Records from a dataset

· · · ·

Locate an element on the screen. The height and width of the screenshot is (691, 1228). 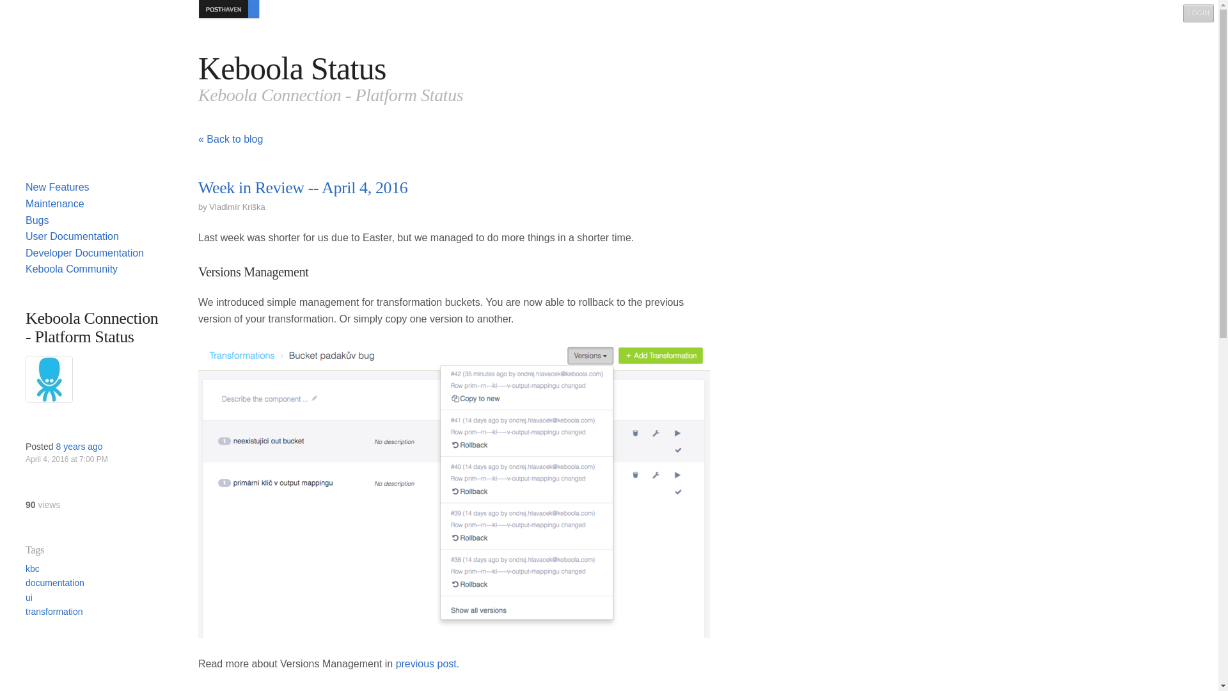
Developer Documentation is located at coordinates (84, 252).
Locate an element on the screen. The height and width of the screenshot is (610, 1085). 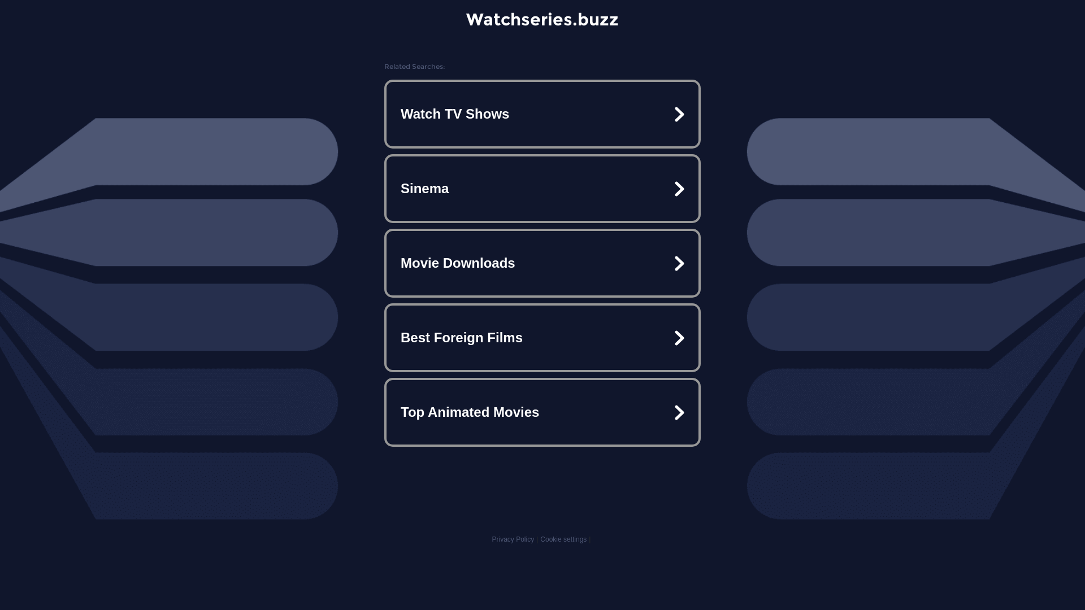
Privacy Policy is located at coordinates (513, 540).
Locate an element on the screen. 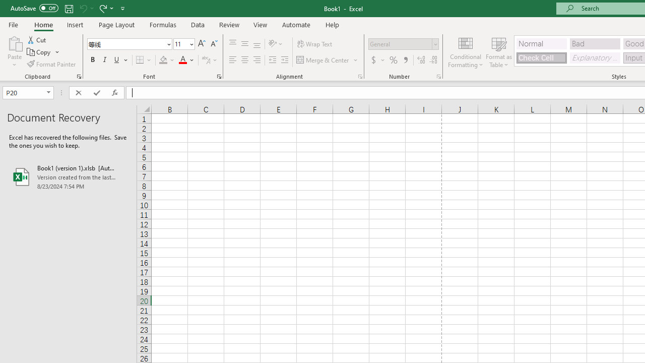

· · · ·

▸ **Task**: Write out again, exactly, each line from the one with "is (610, 1085)." to the end of the entries. No pictures go in.

▸ **Solution for this exercise**:
Locate an element on the screen. The height and width of the screenshot is (610, 1085). 
Privacy Policy is located at coordinates (513, 540).
Locate an element on the screen. 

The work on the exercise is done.